I am working on html & js in which i display yahoo finance stock in table format. The data get in csv. I want js directly read data from url
The url is http://ichart.finance.yahoo.com/table.csv?s=RIL.BO
The code i try which i get from stackoverflow is working in localhost url.
var txtFile = new XMLHttpRequest();
txtFile.open("GET", "http://ichart.finance.yahoo.com/table.csv?s=RIL.BO", true);
txtFile.onreadystatechange = function() {
if (txtFile.readyState === 4) { // Makes sure the document is ready to parse.
if (txtFile.status === 200) { // Makes sure it's found the file.
allText = txtFile.responseText;
lines = txtFile.responseText.split("\n"); // Will separate each line into an array
alert(allText);
}
}
}
Thanks
In order to get around the Cross Domain request restrictions put in place by the Same Origin Policy, you need an endpoint that allows you to do a JSONP request or that has enabled CORS. Unfortunately, the Yahoo! Finance endpoint has neither.
So, as James mentioned, you ned a middle man.

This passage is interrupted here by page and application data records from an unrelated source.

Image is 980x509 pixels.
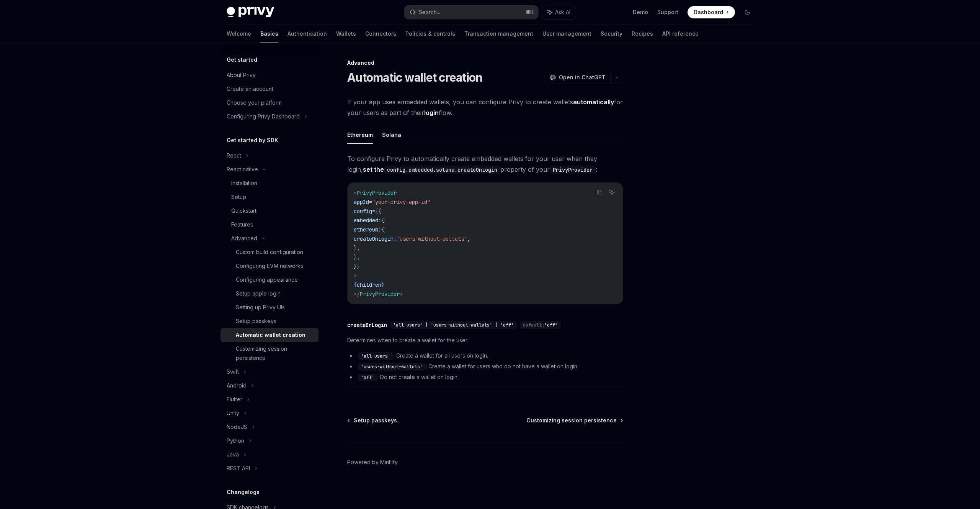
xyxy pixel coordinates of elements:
div: Java [227,449,239,459]
div: Flutter [227,395,242,404]
a: Setup [221,190,319,204]
strong: login [424,109,439,117]
a: User management [543,25,591,43]
a: Setup passkeys [221,314,319,328]
div: Advanced [348,59,623,67]
a: Choose your platform [221,95,319,110]
a: Recipes [631,25,654,43]
a: Installation [221,176,319,190]
li: : Create a wallet for users who do not have a wallet on login. [348,362,623,371]
div: REST API [227,464,250,472]
li: : Create a wallet for all users on login. [348,351,623,360]
div: Python [227,436,245,445]
div: React [227,151,241,160]
code: 'users-without-wallets' [358,362,426,370]
span: embedded: [354,217,382,223]
div: Android [227,381,246,390]
button: Toggle dark mode [741,6,753,19]
span: } [354,263,357,269]
a: Configuring appearance [221,273,319,286]
span: Open in ChatGPT [559,73,606,81]
h5: Get started [227,55,257,64]
span: }, [354,245,360,252]
div: Choose your platform [227,98,282,107]
div: Advanced [231,234,257,243]
span: PrivyProvider [357,189,396,196]
a: Welcome [227,25,251,43]
span: ethereum: [354,226,382,233]
div: NodeJS [227,422,247,431]
code: 'all-users' [358,352,394,360]
a: Wallets [336,25,356,43]
span: { [382,217,384,223]
span: PrivyProvider [360,291,400,298]
span: ⌘ K [526,9,533,15]
div: Swift [227,367,239,376]
code: config.embedded.solana.createOnLogin [384,165,500,174]
a: Customizing session persistence [527,416,623,424]
a: Policies & controls [406,25,455,43]
span: { [378,208,382,215]
code: PrivyProvider [550,165,596,174]
button: Solana [382,125,401,143]
button: Copy the contents from the code block [595,188,604,197]
span: Customizing session persistence [527,416,617,424]
img: dark logo [227,7,274,18]
div: Customizing session persistence [236,344,314,362]
code: 'off' [358,373,378,381]
span: If your app uses embedded wallets, you can configure Privy to create wallets for your users as pa... [348,96,623,118]
span: < [354,189,357,196]
div: Unity [227,408,239,418]
span: = [369,199,372,205]
a: API reference [662,25,699,43]
div: Create an account [227,84,274,94]
a: Transaction management [464,25,533,43]
div: Installation [231,178,257,188]
span: , [467,235,470,242]
a: Security [601,25,623,43]
div: About Privy [227,71,256,79]
span: Dashboard [694,9,723,16]
a: Setup passkeys [348,416,397,424]
div: Automatic wallet creation [236,330,306,339]
a: Setup apple login [221,286,319,300]
a: Quickstart [221,204,319,217]
h5: Get started by SDK [227,136,279,145]
strong: automatically [574,98,614,106]
span: Setup passkeys [354,416,397,424]
strong: set the [363,165,500,173]
span: "off" [545,321,558,328]
button: Open in ChatGPT [545,71,610,84]
div: Configuring appearance [236,275,298,284]
a: Powered by Mintlify [348,458,398,466]
a: Features [221,217,319,231]
div: Setup passkeys [236,316,276,326]
button: Ethereum [348,125,373,143]
a: Custom build configuration [221,246,319,259]
a: Customizing session persistence [221,342,319,365]
li: : Do not create a wallet on login. [348,373,623,382]
a: Configuring EVM networks [221,259,319,273]
h1: Automatic wallet creation [348,71,482,84]
span: > [354,272,357,279]
div: Configuring Privy Dashboard [227,112,300,121]
a: Create an account [221,82,319,95]
span: { [354,281,357,288]
span: { [382,226,384,233]
span: </ [354,291,360,298]
span: Determines when to create a wallet for the user. [348,336,623,344]
span: }, [354,253,360,261]
a: Support [657,9,678,16]
a: Connectors [366,25,396,43]
button: Ask AI [607,188,617,197]
div: Setup apple login [236,289,280,298]
span: createOnLogin: [354,235,396,242]
button: Search...⌘K [404,5,539,19]
div: Setup [231,193,246,201]
div: React native [227,165,258,174]
span: } [382,281,384,288]
button: Ask AI [542,5,576,19]
a: Demo [633,9,649,16]
div: Configuring EVM networks [236,261,303,270]
div: Quickstart [231,206,257,216]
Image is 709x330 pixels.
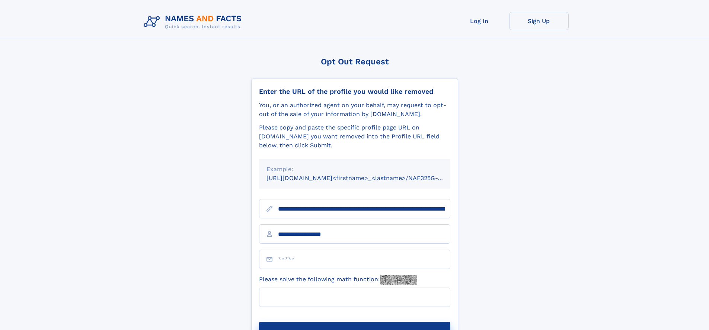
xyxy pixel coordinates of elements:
[267,175,465,182] small: [URL][DOMAIN_NAME]<firstname>_<lastname>/NAF325G-xxxxxxxx
[141,12,248,32] img: Logo Names and Facts
[509,12,569,30] a: Sign Up
[450,12,509,30] a: Log In
[251,57,458,66] div: Opt Out Request
[267,165,443,174] div: Example:
[259,87,450,96] div: Enter the URL of the profile you would like removed
[259,275,417,285] label: Please solve the following math function:
[259,101,450,119] div: You, or an authorized agent on your behalf, may request to opt-out of the sale of your informatio...
[259,123,450,150] div: Please copy and paste the specific profile page URL on [DOMAIN_NAME] you want removed into the Pr...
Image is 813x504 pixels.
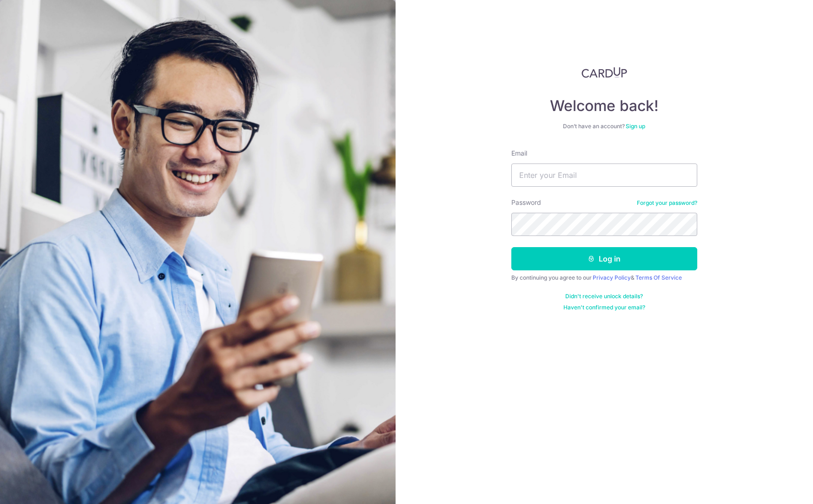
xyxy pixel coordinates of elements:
[593,274,630,281] a: Privacy Policy
[511,123,697,130] div: Don’t have an account?
[565,293,642,300] a: Didn't receive unlock details?
[511,97,697,115] h4: Welcome back!
[626,123,645,130] a: Sign up
[511,149,527,158] label: Email
[511,164,697,187] input: Enter your Email
[636,199,697,207] a: Forgot your password?
[511,247,697,270] button: Log in
[511,274,697,281] div: By continuing you agree to our &
[635,274,681,281] a: Terms Of Service
[563,304,645,311] a: Haven't confirmed your email?
[581,67,627,78] img: CardUp Logo
[511,198,541,207] label: Password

Usually, my recommendation for this is to use YQL, which allows you to quickly and easily build a server that sits between you and the finance site. In fact, they already have a Yahoo! Finance endpoint for exactly the data you're trying to get: link
However, as that can be unreliable, I also have a website scraper that I've used in various projects. It's hosted on Heroku and allows you to fetch almost any content from any site. I don't recommend using it for high volume projects, but for occaisional data fetches it's great. In your case, you would use it like this:
http://websitescraper.herokuapp.com/?url=http://ichart.finance.yahoo.com/table.csv?s=RIL.BO&callback=jsCallback
Edit: ichart.finance.yahoo.com has been deprecated, so this fails. Keeping it here for reference
Now that you have that out of the way, I recommend using jQuery and the csv-to-array plugin:
jQuery.getJSON('http://websitescraper.herokuapp.com/?url=http://ichart.finance.yahoo.com/table.csv?s=RIL.BO&callback=?', function (csvdata) {
console.log(csvdata.csvToArray());
});
Also, if you want to launch your own middle man, you can use the website-scraper that I've built. The source code is on GitHub and it's released under the MIT license.
You are trying to do a cross domain request so its being blocked.
You will need to write a server side script to fetch the data for you.